I always travelled Qantas when I could. The fortunate opportunity of being an Australian citizen is that when things go awry away from home we have a government and an Australian airline that for the most part honour their citizens and passengers and return them home safely in a crisis. This was a psychological safety net for me when embarking on travels that took me into places of risk.


I also fell in love with Expedia. The hotel reviews and ratings (Fabulous-Superb-Exceptional) meant that 95% of the time of the time I was booking accommodation that was outside anything I ever anticipated I could experience for the price I paid.


I started to travel in the 'off season' because the deals in the 4/5 star hotels were extraordinary. I froze in Venice and sweltered in Cambodia to experience luxury travel at discount prices.


Travelling outside the traditional tourist season also meant I wasn't fighting the crowds, the school holidays and/or the tourists. There were lots of times when I was able to be alone for a moment in an extraordinary place. 


These were the moments when I loved my family most and recognised the need I was fulfilling away from them for myself. In Maslow's Hierarchy I was self-actualising!


The sense of freedom and autonomy in these travels became a place that gave me a sense of my independent self (again) as a mature aged woman like I had never experienced before.There was something about being over 50 and re-determining my life that was liberating!


Travel was always a first love, as were art galleries and extraordinary experiences and in this new place and space these adventures started to authenticate the woman I had become.


What I didn't know when this journey started is that I would never want to return to the limitations of daily life and that entering the huge world that the big picture of travel afforded me would become the oxygen I needed to breathe.


Through my daily life I would work tirelessly to change the lives and outcomes of other people and when my commitments were complete I would seek out like a starving person the next banquet that life could offer me.


Over the last 6 years and 10 solo trips to a variety of international and domestic destinations I became the solo women traveller I am today.


I have a husband who knows the truth of our lives and me. I have two adult daughters who are individual, strong, independent and exceptional in their own ways.
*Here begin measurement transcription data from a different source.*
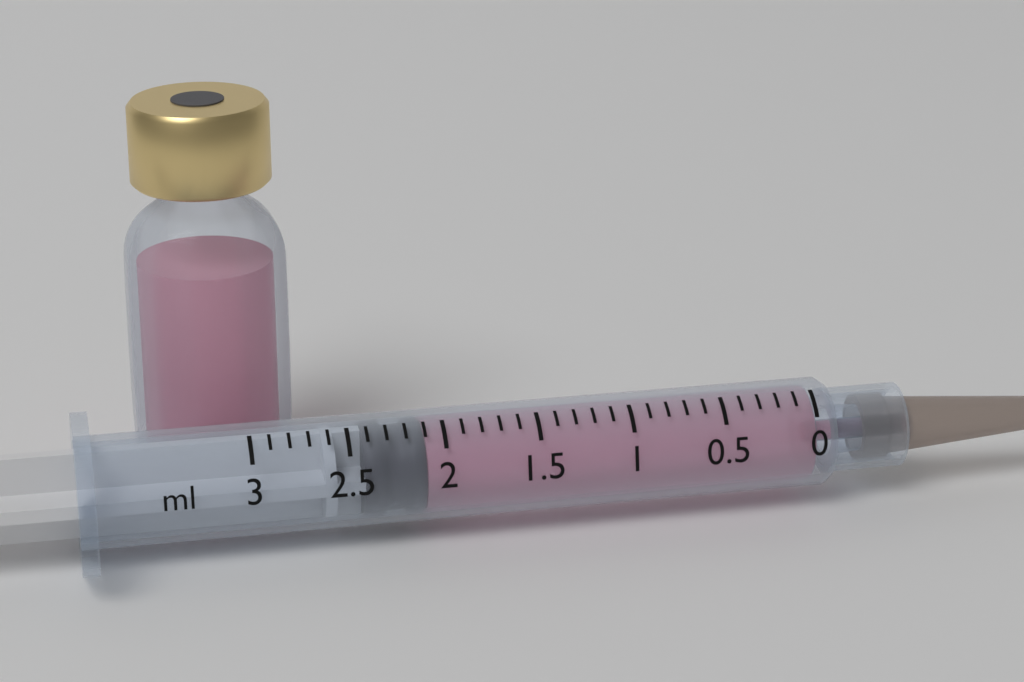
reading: 2.1 ml
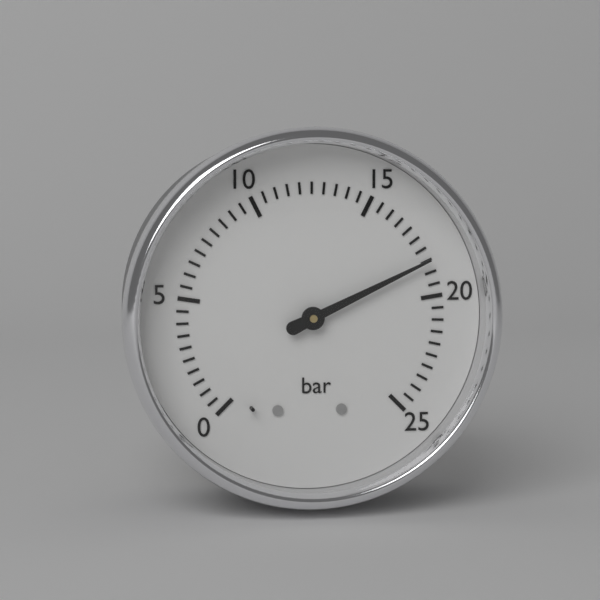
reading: 18.5 bar
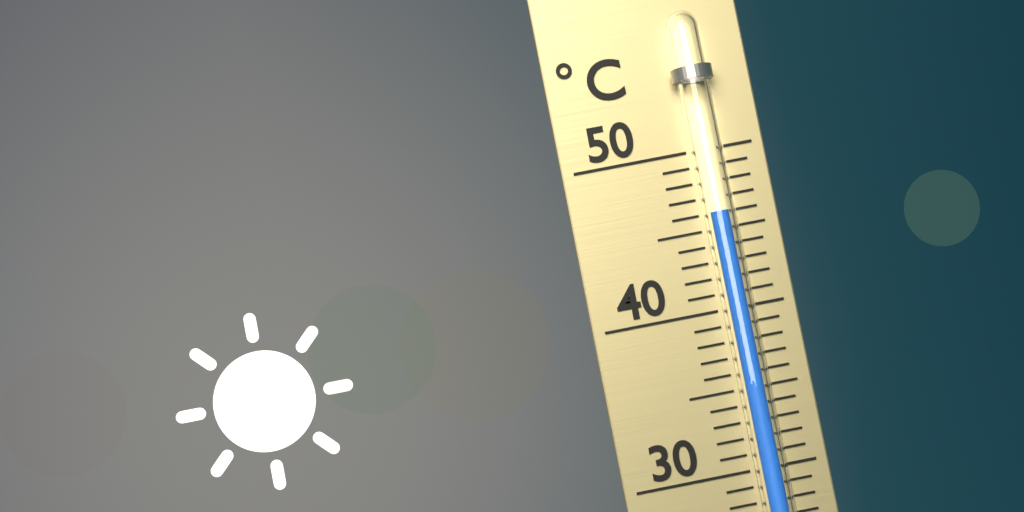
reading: 46 °C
I have a solid and fulfilling career that allows me to make strong contributions to my community.


But these travel adventures have always been about giving oxygen to the woman I am who wants to step out of the boundaries and limitations that culture and society would have me adhere too.


It is in this solo independent travel that I know the power of women outside of the rules, constrictions and obligations that we are expected to conform to everyday.


I can't change the rule book for women and mothers and older women but I do have the power to redefine the terms on which I engage with my own life as a mature woman and my solo adventures have become self-defining in my identity moving forward.


With a new adventure ahead that will fill the part of me that self-actualises as an independent woman with strength, vision and autonomy this has become the lifeblood of me at my best.